An expert opinion of Lidia Narkaytis, Commercial Director of the Budget Sales Development Department, FC Grand Capital, highlighted in the GxP News column: How Government and Businesses Can Benefit from a Shared Drug Supply IT System
Today, budget procurement and retail chains represent two completely different segments of the pharmaceutical industry, as they differ in their approaches to doing business, pricing and software. Each company generally creates an individual software product, depending on its own priorities and business specifics, as there is no one-for-all ready-made solution. Even well-proven platforms, such as 1C shrug off some subtleties in the pharmaceutical market and need significant adaptation. To put it differently, if a retail distributor chooses to enter the government-budgeted drugs segment, it will have to create a completely new program from scratch. As a result, we get several multidirectional systems that cannot be synchronized with each other or scaled.
A common IT system integrating processes of both the budgeted and retail markets would be a solution, indeed. Such a product should pay regard to the specifics of those segments and their varying approaches to storage warehouses, procurement practices, nuances of product deliveries to customers, and contrasting entry points into seemingly identical business processes. Integration with the drug labeling system is of course a sine qua non of launching such a solution. Generally, this implies creating a large-scale omnicompetent pharma software product that can be further adapted to changing market realities, for example, on the 1C platform.
The main barrier to creating such an IT system is writing technical specifications. They need to be formulated on the basis of a process-oriented approach and existing high expert assessment. In other words, we need to clearly define algorithms for a distributor’s financial and business processes, taking into account the existing legal regulations, pricing practices set in the market, and coordination between departments, i.e., tenders/bidding, procurement, CRM, logistics, etc. In most cases, that is beyond the capabilities of suppliers’ commercial divisions.
The main issue is, however, that staff is not always committed to the systematic and process-oriented approach to doing business.

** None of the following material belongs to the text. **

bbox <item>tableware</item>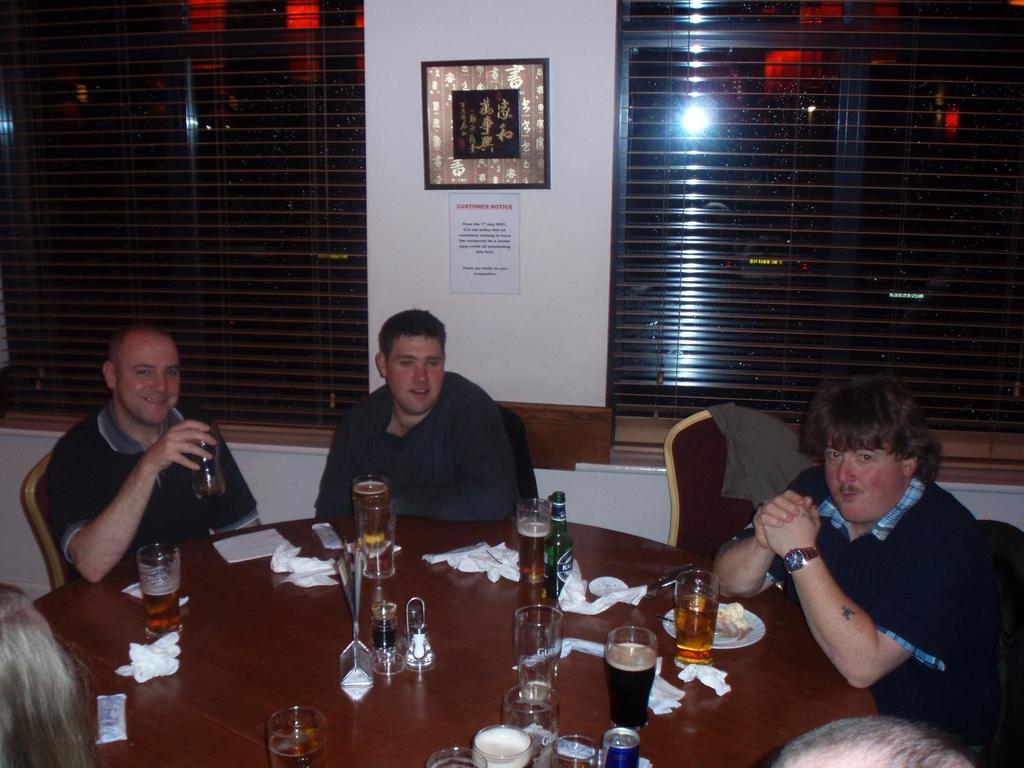
x1=518, y1=498, x2=549, y2=577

Managerial decisions are often based on intuition rather than on structured analysis. Employees have difficulty systematizing and documenting existing business processes, do not see systemic patterns and ignore optimization altogether. A company may lack someone with a holistic understanding of all of the company’s business lines and the ability to understand how they relate to each other.
Launching such IT solution should involve developing process thinking among employees of companies’ commercial departments and add the ability to describe business processes, see patterns, and analyze in KPIs. Moreover, it is crucial to build cooperation between departments, encourage knowledge sharing and win-win dialogue. Finally, it is advisable to select responsible employees with an end-to-end view of corporate processes to enable cooperation with IT experts on a regular basis. This approach will create a whole pool of talents to be involved in the development of an industrial IT solution.

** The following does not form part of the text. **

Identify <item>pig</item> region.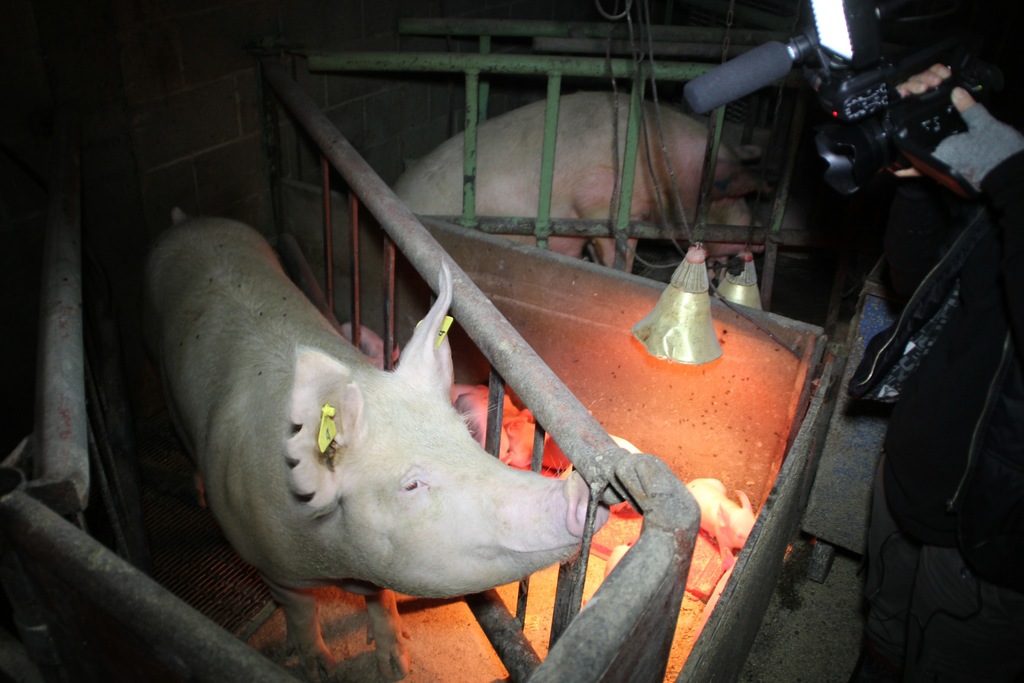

The idea of a common software product is in line with international trends and will eventually cluster the entire pharmaceutical industry together.
Source: https://gxpnews.net/2025/04/chto-dast-gosudarstvu-i-biznesu-edinaya-it-sistema-dlya-postavshhikov-le...Denis Remenyako, General Director, FC Grand Capital, talked to Pharmvestnik about the strategy for building interactions between the national distributor and retail chains, cost optimization methods, reasons why local suppliers cannot compete against nation-wide distributors and the general situation at the distribution market.